Between modernity and marginality: Celtic Tiger cinema
Between modernity and marginality: Celtic Tiger cinema
This chapter examines and analyses the industrial developments, international influences and local productions relating to Irish cinema in the Celtic Tiger period. It considers funding opportunities, specifically in relation to the Irish Film Board, for Irish filmmakers, and comments upon the consequences of the growth of digital film-making during this time. The end of the Troubles and a new perception of Ireland overseas, expressed through cultural product such as Riverdance and chick lit, are linked into altered expectations of what Irishness signifies. Specific points include the rise of a new generation of Irish male film stars, from Colin Farrell to Chris O'Dowd. Barton reviews of the shift in representations by local Irish filmmakers, from films that celebrate the new spaces of globalised Dublin (About Adam and Goldfish Memory) to an accelerating trend that focuses on Dublin as a dangerous space inhabited by a disenfranchised underclass (Intermission and Garage).
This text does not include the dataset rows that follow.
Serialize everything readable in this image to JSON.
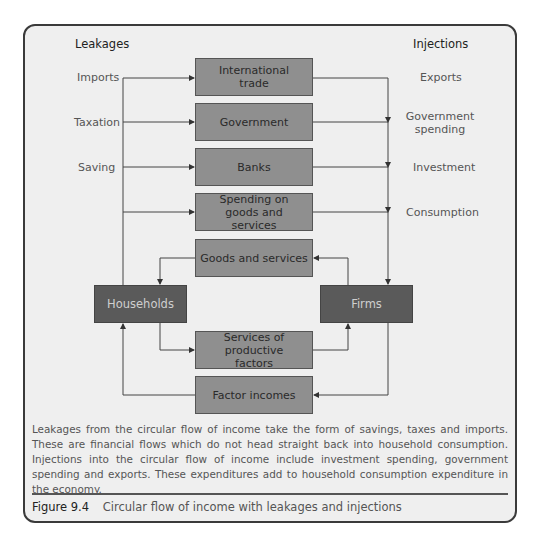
{
  "figure": {
    "headers": {
      "left": "Leakages",
      "right": "Injections"
    },
    "leakages": [
      "Imports",
      "Taxation",
      "Saving"
    ],
    "injections": [
      "Exports",
      "Government spending",
      "Investment",
      "Consumption"
    ],
    "boxes": {
      "international_trade": "International trade",
      "government": "Government",
      "banks": "Banks",
      "spending": "Spending on goods and services",
      "goods": "Goods and services",
      "services_factors": "Services of productive factors",
      "factor_incomes": "Factor incomes",
      "households": "Households",
      "firms": "Firms"
    },
    "description": "Leakages from the circular flow of income take the form of savings, taxes and imports. These are financial flows which do not head straight back into household consumption. Injections into the circular flow of income include investment spending, government spending and exports. These expenditures add to household consumption expenditure in the economy.",
    "caption_number": "Figure 9.4",
    "caption_text": "Circular flow of income with leakages and injections"
  }
}
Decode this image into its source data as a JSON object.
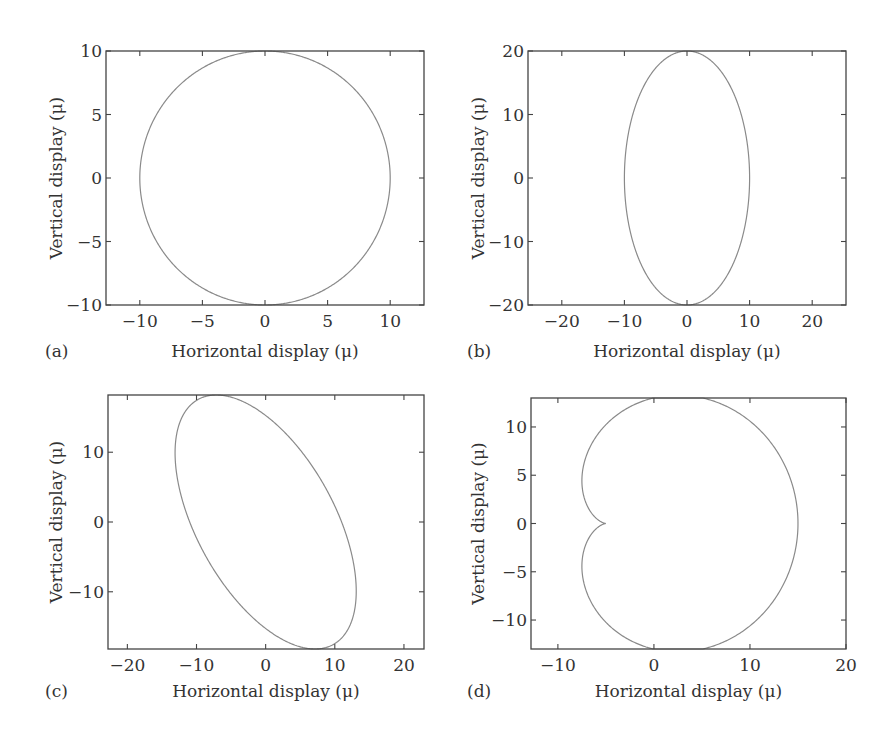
{
  "figure": {
    "panels": [
      {
        "id": "a",
        "letter": "(a)",
        "xlabel": "Horizontal display (μ)",
        "ylabel": "Vertical display (μ)"
      },
      {
        "id": "b",
        "letter": "(b)",
        "xlabel": "Horizontal display (μ)",
        "ylabel": "Vertical display (μ)"
      },
      {
        "id": "c",
        "letter": "(c)",
        "xlabel": "Horizontal display (μ)",
        "ylabel": "Vertical display (μ)"
      },
      {
        "id": "d",
        "letter": "(d)",
        "xlabel": "Horizontal display (μ)",
        "ylabel": "Vertical display (μ)"
      }
    ]
  },
  "colors": {
    "curve": "#8a8a8a",
    "frame": "#444444",
    "text": "#333333"
  },
  "chart_data": [
    {
      "panel": "(a)",
      "type": "line",
      "title": "",
      "description": "Circle (equal amplitude, 90 deg phase)",
      "xlabel": "Horizontal display (μ)",
      "ylabel": "Vertical display (μ)",
      "xlim": [
        -12.7,
        12.7
      ],
      "ylim": [
        -10,
        10
      ],
      "xticks": [
        -10,
        -5,
        0,
        5,
        10
      ],
      "yticks": [
        -10,
        -5,
        0,
        5,
        10
      ],
      "xtick_labels": [
        "−10",
        "−5",
        "0",
        "5",
        "10"
      ],
      "ytick_labels": [
        "−10",
        "−5",
        "0",
        "5",
        "10"
      ],
      "grid": false,
      "curve": {
        "kind": "ellipse",
        "x_amp": 10,
        "y_amp": 10,
        "phase_deg": 90
      },
      "extremes": {
        "x": [
          -10,
          10
        ],
        "y": [
          -10,
          10
        ]
      }
    },
    {
      "panel": "(b)",
      "type": "line",
      "title": "",
      "description": "Vertical ellipse",
      "xlabel": "Horizontal display (μ)",
      "ylabel": "Vertical display (μ)",
      "xlim": [
        -25.4,
        25.4
      ],
      "ylim": [
        -20,
        20
      ],
      "xticks": [
        -20,
        -10,
        0,
        10,
        20
      ],
      "yticks": [
        -20,
        -10,
        0,
        10,
        20
      ],
      "xtick_labels": [
        "−20",
        "−10",
        "0",
        "10",
        "20"
      ],
      "ytick_labels": [
        "−20",
        "−10",
        "0",
        "10",
        "20"
      ],
      "grid": false,
      "curve": {
        "kind": "ellipse",
        "x_amp": 10,
        "y_amp": 20,
        "phase_deg": 90
      },
      "extremes": {
        "x": [
          -10,
          10
        ],
        "y": [
          -20,
          20
        ]
      }
    },
    {
      "panel": "(c)",
      "type": "line",
      "title": "",
      "description": "Tilted ellipse",
      "xlabel": "Horizontal display (μ)",
      "ylabel": "Vertical display (μ)",
      "xlim": [
        -22.8,
        22.9
      ],
      "ylim": [
        -18.2,
        18.2
      ],
      "xticks": [
        -20,
        -10,
        0,
        10,
        20
      ],
      "yticks": [
        -10,
        0,
        10
      ],
      "xtick_labels": [
        "−20",
        "−10",
        "0",
        "10",
        "20"
      ],
      "ytick_labels": [
        "−10",
        "0",
        "10"
      ],
      "grid": false,
      "curve": {
        "kind": "ellipse",
        "x_amp": 13.1,
        "y_amp": 18.2,
        "phase_deg": 123
      },
      "extremes": {
        "x": [
          -13.1,
          13.1
        ],
        "y": [
          -18.2,
          18.2
        ]
      }
    },
    {
      "panel": "(d)",
      "type": "line",
      "title": "",
      "description": "Cardioid-like (limacon) orbit with cusp at x=-5",
      "xlabel": "Horizontal display (μ)",
      "ylabel": "Vertical display (μ)",
      "xlim": [
        -12.8,
        20
      ],
      "ylim": [
        -13,
        13
      ],
      "xticks": [
        -10,
        0,
        10,
        20
      ],
      "yticks": [
        -10,
        -5,
        0,
        5,
        10
      ],
      "xtick_labels": [
        "−10",
        "0",
        "10",
        "20"
      ],
      "ytick_labels": [
        "−10",
        "−5",
        "0",
        "5",
        "10"
      ],
      "grid": false,
      "curve": {
        "kind": "epicycle",
        "a1": 10,
        "a2": 5
      },
      "extremes": {
        "x": [
          -7.4,
          15
        ],
        "y": [
          -13,
          13
        ],
        "cusp": [
          -5,
          0
        ]
      }
    }
  ],
  "layout": {
    "boxes": [
      {
        "left": 106,
        "top": 51,
        "right": 424,
        "bottom": 305
      },
      {
        "left": 528,
        "top": 51,
        "right": 846,
        "bottom": 305
      },
      {
        "left": 108,
        "top": 395,
        "right": 424,
        "bottom": 649
      },
      {
        "left": 531,
        "top": 398,
        "right": 846,
        "bottom": 649
      }
    ],
    "letter_x": [
      45,
      467,
      45,
      467
    ],
    "xlabel_y": [
      357,
      357,
      697,
      697
    ],
    "ylabel_x": [
      62,
      484,
      62,
      484
    ]
  }
}
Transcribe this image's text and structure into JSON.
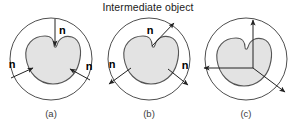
{
  "figure": {
    "title": "Intermediate object",
    "background_color": "#ffffff",
    "stroke_color": "#3a3a3a",
    "blob_fill_color": "#e3e3e3",
    "blob_stroke_color": "#555555",
    "arrow_color": "#222222",
    "label_color": "#000000",
    "caption_color": "#3d3d3d"
  },
  "panels": [
    {
      "id": "a",
      "caption": "(a)",
      "description": "normals pointing inward toward the intermediate object",
      "normal_direction": "inward",
      "vector_labels": [
        "n",
        "n",
        "n"
      ],
      "vectors": [
        {
          "name": "top-normal",
          "label": "n",
          "points": "inward-down"
        },
        {
          "name": "left-normal",
          "label": "n",
          "points": "inward-up-right"
        },
        {
          "name": "right-normal",
          "label": "n",
          "points": "inward-up-left"
        }
      ]
    },
    {
      "id": "b",
      "caption": "(b)",
      "description": "normals pointing outward away from the intermediate object",
      "normal_direction": "outward",
      "vector_labels": [
        "n",
        "n",
        "n"
      ],
      "vectors": [
        {
          "name": "top-normal",
          "label": "n",
          "points": "outward-up-right"
        },
        {
          "name": "left-normal",
          "label": "n",
          "points": "outward-down-left"
        },
        {
          "name": "right-normal",
          "label": "n",
          "points": "outward-down-right"
        }
      ]
    },
    {
      "id": "c",
      "caption": "(c)",
      "description": "unlabelled vectors radiating from a common interior origin",
      "normal_direction": "radial-from-interior-point",
      "vector_labels": [],
      "vectors": [
        {
          "name": "up-vector",
          "label": "",
          "points": "up"
        },
        {
          "name": "left-vector",
          "label": "",
          "points": "left"
        },
        {
          "name": "down-right-vector",
          "label": "",
          "points": "down-right"
        }
      ]
    }
  ]
}
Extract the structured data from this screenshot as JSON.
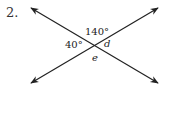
{
  "problem_number": "2.",
  "labels": {
    "top_angle": "140°",
    "left_angle": "40°",
    "right_angle": "d",
    "bottom_angle": "e"
  },
  "diagram": {
    "type": "intersecting-lines",
    "line_color": "#222222"
  }
}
In addition, the chapter critiques the representation of new Irish immigrants, arguing that their depiction is more to shed light on indigenous Irish identity concerns than to engage with the experiences and expectations of this specific group of individuals.
Keywords: About Adam, chick lit, cinema, Colin Farrell, Garage, globalised Dublin, Goldfish Memory, Intermission, Irish Film Board, Chris O'Dowd
Manchester Scholarship Online requires a subscription or purchase to access the full text of books within the service. Public users can however freely search the site and view the abstracts and keywords for each book and chapter.
Please, subscribe or login to access full text content.
If you think you should have access to this title, please contact your librarian.